Sunday, November 9, 2008

Monasticism - Now and Then

Having enjoyed an on-going relationship with several monks at Holy Cross Abbey, Berryville, VA for more than a quarter century (including receiving the Sacrament of Confirmation there), I turn to this mode of living for a brief post.

Thomas Woods' fine book, How the Catholic Church Built Western Civilization, relates many ways that Catholic monasticism not only preserved much that was true, good, and beautiful, but also brought forth the same.

It is generally known by critics that before Henry's dissolution of the monasteries fully one-fifth of England was held by monasteries, but few recall that it was precisely the most uncultivated and uninhabited land prior to the monks working on it and, therefore, most easily given to them.

Henry Goodell in a paper presented before the Massachusetts State Board of Agriculture relates the following about the land around Southampton, England before the founding of Thorney Abbey:
It was nothing but a vast morass .. a labyrinth of black, wandering streams; broad lagoons, morasses, submerged every spring-tide; vast beds of reeds and sedge and fern; vast copses of willow, alder and gray poplar, rooted in the floating peat ... Trees torn down bh flood and storm floated and lodged in rafts, damming the waters back upon the land ... Nature left to herself ran into wild riot and chaos more and more, till the whole fen became one dismal swamp.
Five centuries later, this is how William of Malmesbury (c. 1096-1143) described the area:
It is a counterfeit of Paradise, where the gentleness and purity of heaven appear already to be reflected.

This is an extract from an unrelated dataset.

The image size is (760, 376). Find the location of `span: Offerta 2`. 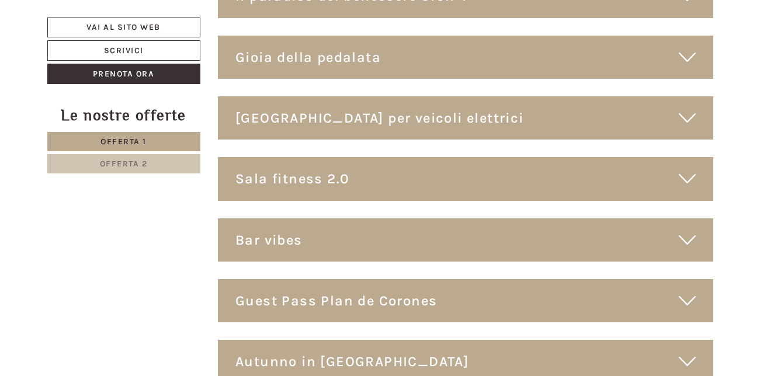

In the midst of the fens rise groves of trees which seem to touch the stars with their tall and slender tops; the charmed eye wanders over a sea of verdant herbage, the foot which treads the wide meadows meets with no obstacle in its path. Not an inch of land as far as the eye can see reach lies uncultivated. Here the soil is hidden by fruit trees; there by vines stretched upon the ground or trailed on trellises. Nature and art rival each other, the one supplying all that the other forgets to produce. O deep and pleasant solitude! Thou hast been given by God to the monks, so that their mortal life may daily bring them nearer to heaven.
Did the monasteries grow too rich, too powerful, too comfortable in their "deep and pleasant solitude?" Perhaps. Perhaps, too, we grow too affluent and complacent in our technologically enhanced palaces of "deep and pleasant solitude" without any such divine rationale as the monks. But perhaps, too, these reclaimed fens, marshes, and morasses turned into verdant groves that became so much a part of what latter Brits would consider par for the course became too enticing to Henry, Cecil/Lord Burghley, and all the soon to be newly rich gentry (for a moral price).

Their rapacious greed and lust for wealth grabbed and plundered, all quite legally and justifiably, given the sacrificial realities that were called "the reformation." And today England is reaping a different kind of fruit: a void of secularity, a paucity of faith and morals, and soft-core nihilism, being filled by a very different kind of religion than the Old Faith. Neo-paganism and the Scimitar.

When the Prodigal finally "came to himself," he found the quickest way to redemption was coming home to his Father. This is the only way for the West. Come home. Quick as you can.